NEW YORK: Investors poured cash back into U.S. money market funds the day after Washington reached an agreement to raise the federal debt ceiling temporarily and avert a default, J.P. Morgan Securities analysts said on Monday.
Prior to Wednesday's debt deal, money funds, which are seen as alternative to bank accounts, had heavy redemptions as investors fretted over a possible U.S. default on the interest rates on Treasury bills and its impact on the rest of the short-term credit market.
Interest rates on one-month Treasury bills briefly rose above 0.70 percent last week before President Barack Obama and top Republican lawmakers reached a deal to increase the federal borrowing cap and to end the first partial government shutdown in 17 years.
More than $26 billion returned to money funds on Thursday, the day after the deal to raise the statutory debt limit to $16.7 trillion, J.P.Morgan analysts said.
Based on data from iMoneynet, they estimated the one-day rise in money fund assets was nearly 40 percent of all the cash investors pulled from money funds in the days leading up to the debt deal.
Roughly $8 billion of the money made its way to money funds that invest only in short-term Treasury debt, while about $9 billion returned to those that fund government and agency securities.
The rest of the inflows went into prime funds that can invest in commercial paper and corporate debt, they said.
The White House and lawmakers have agreed to work on a long-term budget deal before the next debt ceiling deadline of Feb. 15. "We suspect by early this week (money fund) balances would be fully recovered to pre-debt ceiling levels," the J.P. Morgan analysts wrote in their report.
indiatimes.com
Prior to Wednesday's debt deal, money funds, which are seen as alternative to bank accounts, had heavy redemptions as investors fretted over a possible U.S. default on the interest rates on Treasury bills and its impact on the rest of the short-term credit market.
Interest rates on one-month Treasury bills briefly rose above 0.70 percent last week before President Barack Obama and top Republican lawmakers reached a deal to increase the federal borrowing cap and to end the first partial government shutdown in 17 years.
More than $26 billion returned to money funds on Thursday, the day after the deal to raise the statutory debt limit to $16.7 trillion, J.P.Morgan analysts said.
Based on data from iMoneynet, they estimated the one-day rise in money fund assets was nearly 40 percent of all the cash investors pulled from money funds in the days leading up to the debt deal.
Roughly $8 billion of the money made its way to money funds that invest only in short-term Treasury debt, while about $9 billion returned to those that fund government and agency securities.
The rest of the inflows went into prime funds that can invest in commercial paper and corporate debt, they said.
The White House and lawmakers have agreed to work on a long-term budget deal before the next debt ceiling deadline of Feb. 15. "We suspect by early this week (money fund) balances would be fully recovered to pre-debt ceiling levels," the J.P. Morgan analysts wrote in their report.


• **TASK GOAL**: Nothing but the lines from the one containing "This screenshot has height=584, width=1222." to the end of the records that follow should be transcribed, each exactly, with the pictures left out.

Data items:
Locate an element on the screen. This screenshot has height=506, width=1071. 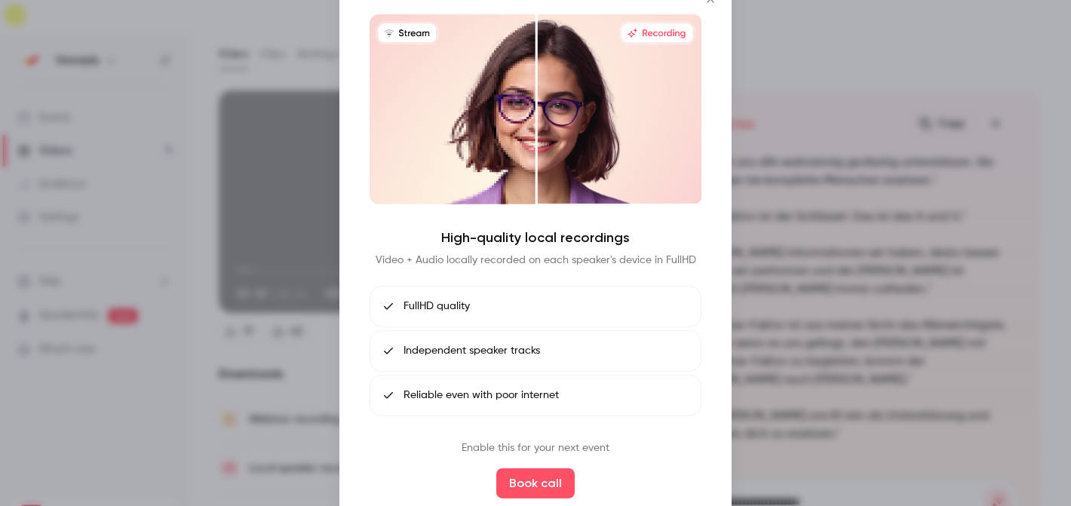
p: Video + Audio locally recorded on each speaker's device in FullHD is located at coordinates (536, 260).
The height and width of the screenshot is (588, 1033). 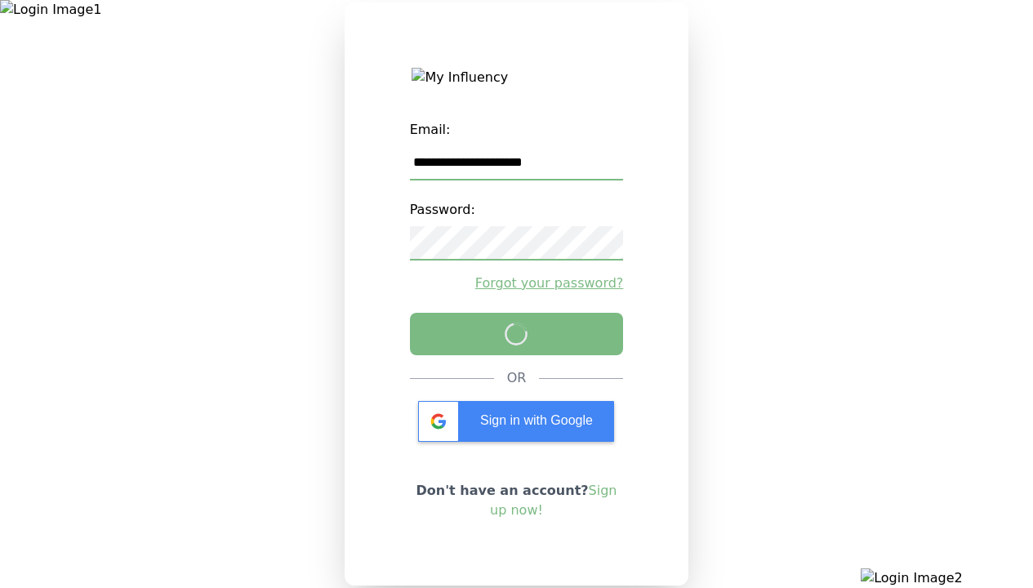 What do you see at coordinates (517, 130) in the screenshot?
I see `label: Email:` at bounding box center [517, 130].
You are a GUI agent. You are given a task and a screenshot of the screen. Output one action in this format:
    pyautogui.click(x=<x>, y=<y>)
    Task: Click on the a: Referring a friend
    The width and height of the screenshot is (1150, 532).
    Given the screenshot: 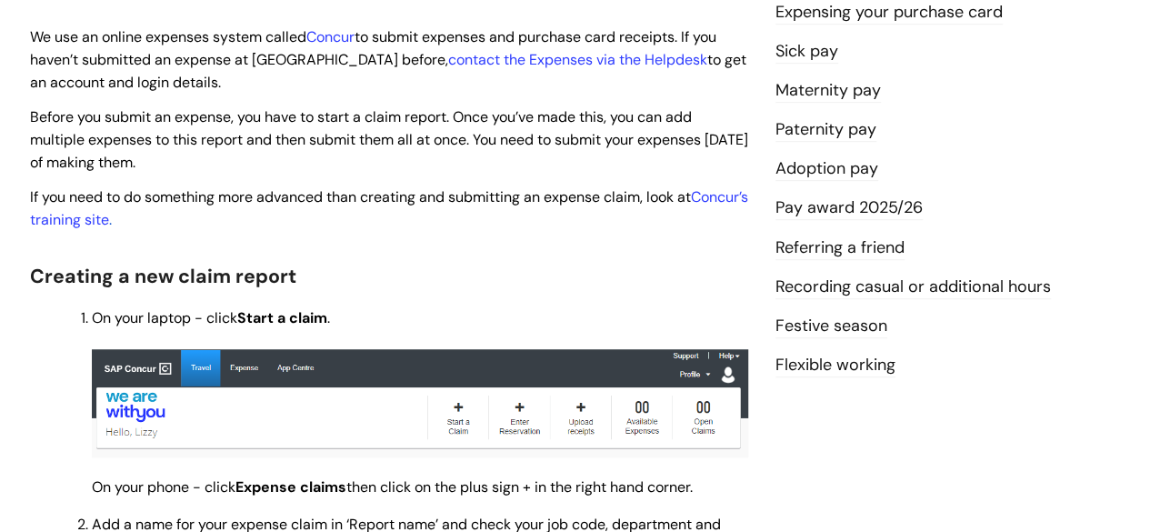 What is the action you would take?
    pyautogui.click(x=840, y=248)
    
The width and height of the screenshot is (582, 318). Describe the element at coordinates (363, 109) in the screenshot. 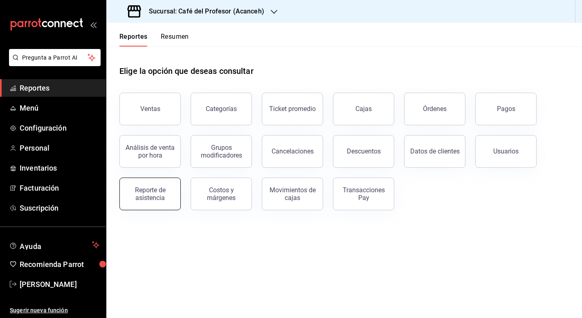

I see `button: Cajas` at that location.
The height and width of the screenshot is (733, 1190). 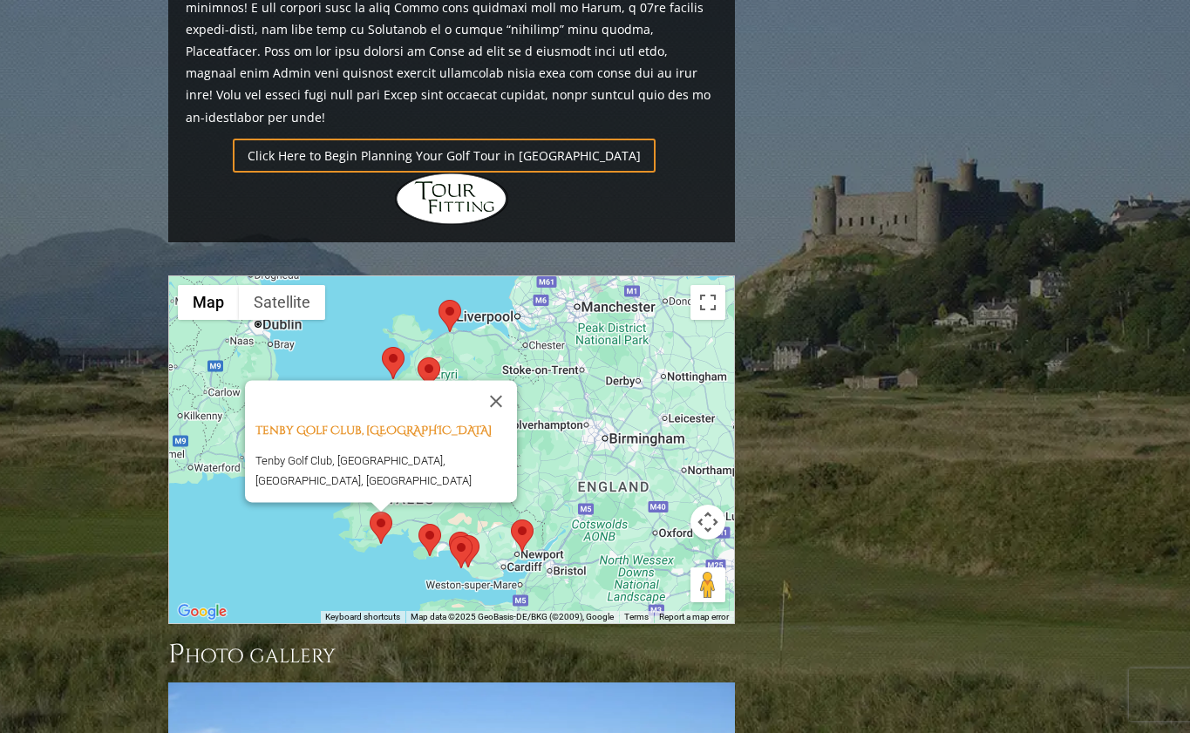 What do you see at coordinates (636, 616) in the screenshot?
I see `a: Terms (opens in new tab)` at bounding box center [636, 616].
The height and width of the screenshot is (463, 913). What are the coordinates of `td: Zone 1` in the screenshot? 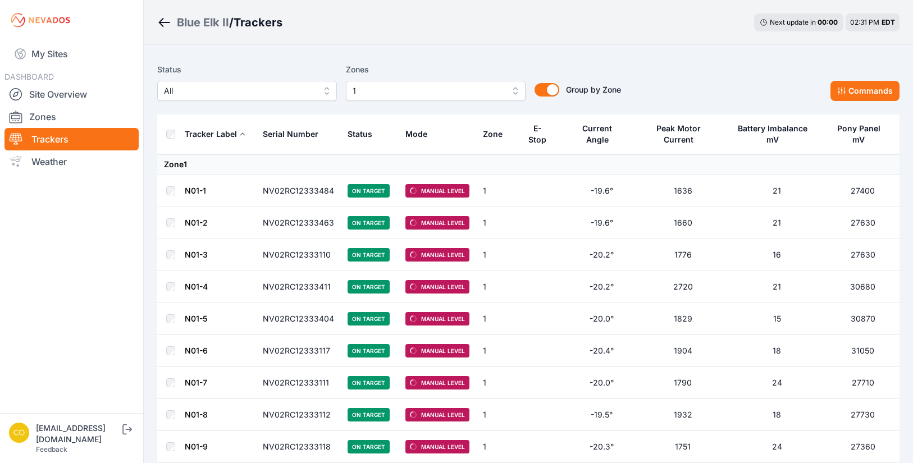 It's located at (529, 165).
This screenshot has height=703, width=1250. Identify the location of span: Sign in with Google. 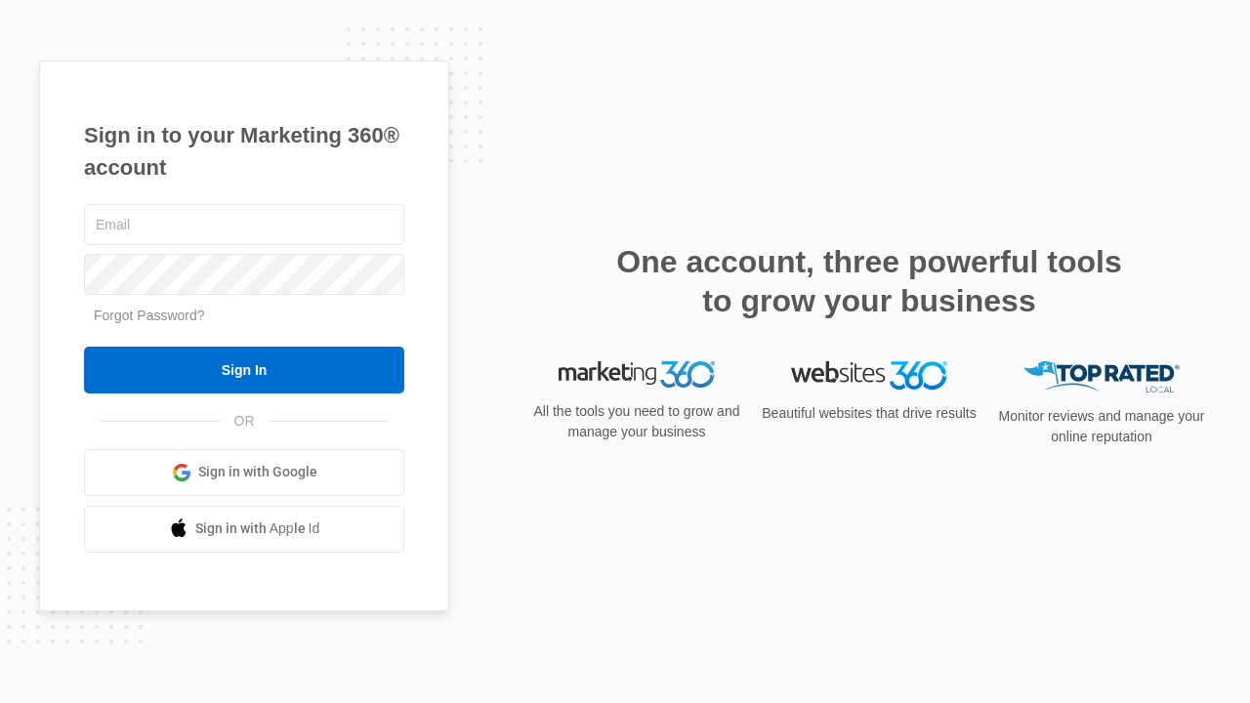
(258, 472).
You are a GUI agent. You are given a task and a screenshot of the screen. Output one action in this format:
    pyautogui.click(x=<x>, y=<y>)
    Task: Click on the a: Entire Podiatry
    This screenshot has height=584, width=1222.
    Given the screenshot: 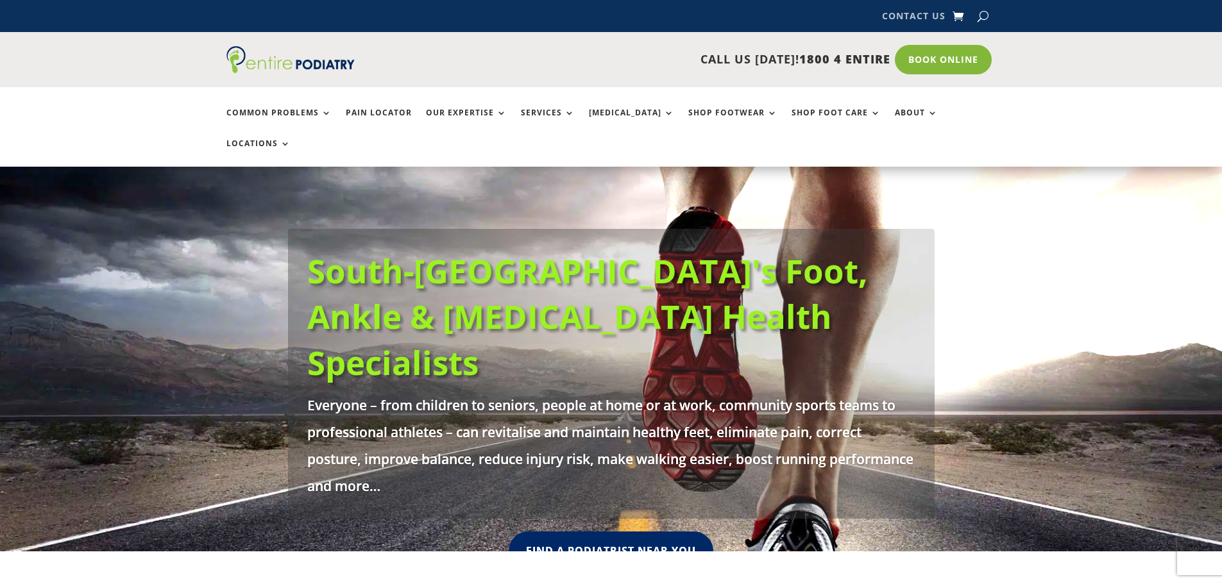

• **RESULT FOR THIS TASK**:
    This screenshot has height=584, width=1222.
    Given the screenshot: 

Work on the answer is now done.